Advertisement

A Filmmaker’s Struggle to Capture the ‘Real’ Vietnam : Movies: His countrymen, says Dang Nhat Minh, have seen the real face of war up close. As a film audience, they will not accept ‘a false face.’

Share
TIMES STAFF WRITER

If you think Hollywood seems obsessed with films about the Vietnam War, consider Dang Nhat Minh.

Minh, who is secretary general of the filmmakers’ union of Vietnam, has devoted six of his last seven features to the war. His latest, “Only One Person Remains Alive,” is a two-part, made-for-television melodrama about a dissident American doctor who is tracked down by a palpably evil U.S. military command in Saigon and loses his heart to a gorgeous Viet Cong cadre. So far, no calls from the networks.

In the film, the hero (played by a Eurasian actor because of the lack of Vietnamese-speaking Europeans) is also a victim of the war.

Advertisement

“He is not our enemy,” Minh said over coffee in his cramped office.

The Vietnamese people, he said, have seen the real face of war up close. As a film audience, they will not accept “a false face,” although Vietnamese cinema, like much of Asian drama, is fairly histrionic.

Minh has become a dedicated student of American films about the war, although in general he doesn’t much care for them.

“My sense,” he said, “is that they describe a false aspect of the war. Vietnamese are seen as animals.”

He likes “Apocalypse Now” and “Platoon,” the latter so much so that war scenes from it have been included in his latest film. At the bottom of his list are “Rambo” and “Full Metal Jacket.”

“ ‘Platoon’ was close to a documentary,” he said, “even though we don’t look like that (director Oliver Stone used Filipino actors to portray Vietnamese).”

In 1985, Minh won a Special Jury Award at the Hawaii International Film Festival for “When the Tenth Month Comes,” a war film that shows no fighting.

Advertisement

His other films have touched on some sensitive issues in a country still governed by an orthodox Communist system.

“The Young Girl in the River,” for example, focuses on the troubles of a prostitute after the war, a time when such women were being sent to re-education camps. She is betrayed by a Communist apparatchik whose life she had saved, and a former officer of the South Vietnamese regime turns out to be her savior.

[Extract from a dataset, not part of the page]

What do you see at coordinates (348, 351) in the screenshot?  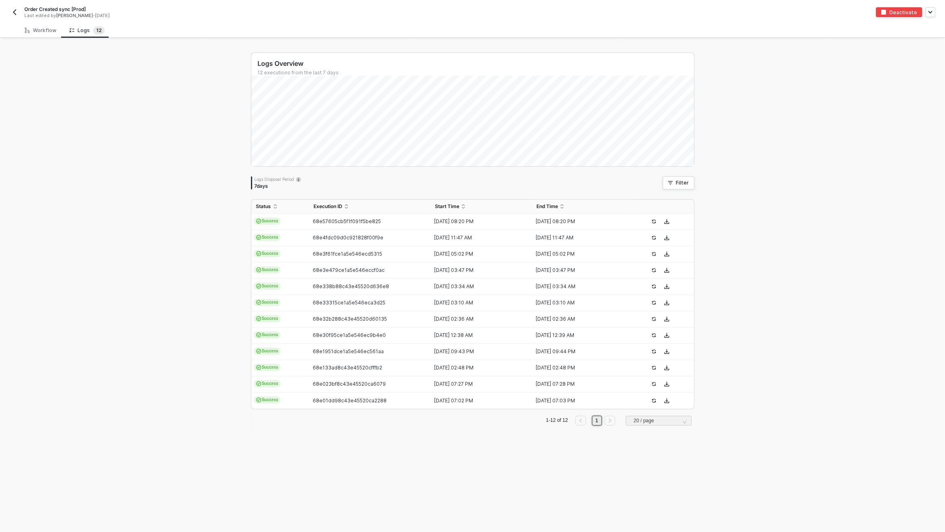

While hardly earthshaking in the West, the film raised eyebrows in Vietnam.

“I try to make films through the eyes of an individual,” Minh said, reproaching American filmmakers for taking what he regards as the prototype approach of American good guy and Vietnamese villain.

Born and raised in South Vietnam, Minh, who is now 51, moved with his parents to Hanoi in 1950. His father, a physician, founded a resistance medical school and was killed by American bombs.

While describing himself as self-taught in the movie business, Minh received formal cinema training in Bulgaria in 1976. In 1985, he won a scholarship to France, where he became enthralled but was obliged to work on a shoestring budget, which is evident in even his most ambitious projects. Yet even on a tiny budget he manages to capture his country at its most poignant.

Minh said his greatest ambition is to collaborate with Americans on a war film, using Vietnamese actors in Vietnam.

Advertisement

“Both sides will invest materially and spiritually in such a film,” he said. “To be the finest film about Vietnam, it will have to be made by Vietnamese and Americans together.”

Even Minh occasionally tires of the war. He said the Vietnamese people have moved on to other interests.

“Peasants don’t want to see films about peasants with water buffalo,” he said. “Nothing is as familiar to the Vietnamese as the war.”